Thanks for this excellent piece, Matthew!!!! I was born and raised in Charleston, SC 66 years ago and as I'm sure you know, we have more than our fair share of "plantation tourism" given the number of plantations still standing there which serve as wedding and tourist destinations. Last year there was a similar dust-up to the one above from some Northern tourists saying the same thing this woman said, but the Black tour guides pushed back saying our history mattered. They didn't change anything they were saying.
Now that they're finally building an African American museum in downtown Charleston it's gonna be interesting to see what tourists have to say then. I say finally because Charleston used to be a majority Black city for a very, long time until white Northerners started flocking in, buying up all the property they could, gentrifying all of our neighborhoods and pushing Black folk further to the north of Charleston proper.
From 1619 to 1808, nearly half of the enslaved West Africans shipped to America from Senegambia, Sierra Leone and Congo came through the city after first being quarantined and scrubbed down on the barrier island of Isle of Palms where the pest houses used to be to make sure they brought no infectious diseases into the settlement of Charleston where they were then auctioned off. It's now a very expensive place where white folk live and vacation but Fort Moultrie, a part of the Fort Sumter National Monument administered by the National Park Service is also there.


§ **What to do**:
Filter the entries, keeping every line with the string "pixels".

§ **Dataset records**:
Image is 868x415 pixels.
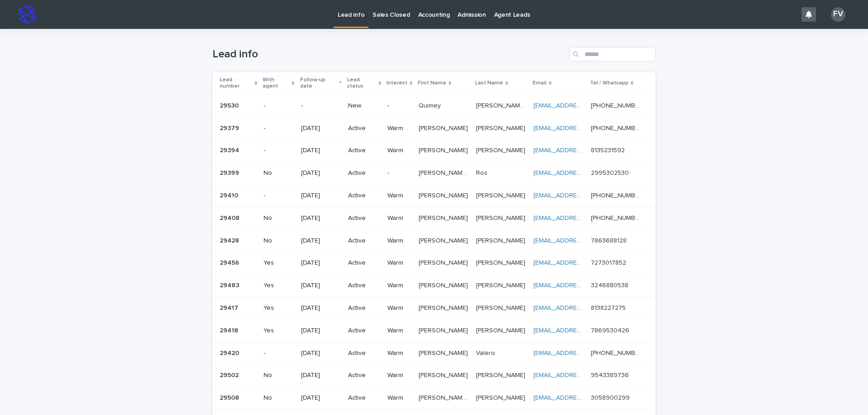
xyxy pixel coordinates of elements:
...
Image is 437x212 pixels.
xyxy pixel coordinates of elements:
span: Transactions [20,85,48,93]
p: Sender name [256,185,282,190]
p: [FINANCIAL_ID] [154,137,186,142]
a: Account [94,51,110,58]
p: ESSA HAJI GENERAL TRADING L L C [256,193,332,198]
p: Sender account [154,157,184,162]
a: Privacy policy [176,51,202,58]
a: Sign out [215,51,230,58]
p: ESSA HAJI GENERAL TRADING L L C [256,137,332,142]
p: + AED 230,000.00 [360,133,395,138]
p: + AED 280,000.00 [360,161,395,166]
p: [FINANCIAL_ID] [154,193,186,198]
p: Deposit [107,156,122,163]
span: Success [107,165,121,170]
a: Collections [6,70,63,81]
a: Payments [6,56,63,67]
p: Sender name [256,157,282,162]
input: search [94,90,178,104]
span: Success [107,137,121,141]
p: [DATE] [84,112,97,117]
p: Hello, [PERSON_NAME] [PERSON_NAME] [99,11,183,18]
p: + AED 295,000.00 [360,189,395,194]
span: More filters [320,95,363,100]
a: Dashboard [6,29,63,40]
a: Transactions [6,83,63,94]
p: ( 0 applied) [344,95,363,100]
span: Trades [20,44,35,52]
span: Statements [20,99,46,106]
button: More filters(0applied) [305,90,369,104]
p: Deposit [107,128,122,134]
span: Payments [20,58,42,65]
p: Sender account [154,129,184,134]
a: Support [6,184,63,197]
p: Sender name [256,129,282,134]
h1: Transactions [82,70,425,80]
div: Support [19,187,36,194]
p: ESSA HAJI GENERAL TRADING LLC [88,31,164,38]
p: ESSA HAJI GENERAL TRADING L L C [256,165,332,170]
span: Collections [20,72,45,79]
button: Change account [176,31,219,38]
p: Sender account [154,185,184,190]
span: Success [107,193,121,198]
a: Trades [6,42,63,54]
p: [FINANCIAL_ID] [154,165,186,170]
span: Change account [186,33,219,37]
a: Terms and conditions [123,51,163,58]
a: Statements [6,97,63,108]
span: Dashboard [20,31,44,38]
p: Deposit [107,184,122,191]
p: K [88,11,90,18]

§ **Answer space**:
Image is 868x415 pixels.
Image is 437x212 pixels.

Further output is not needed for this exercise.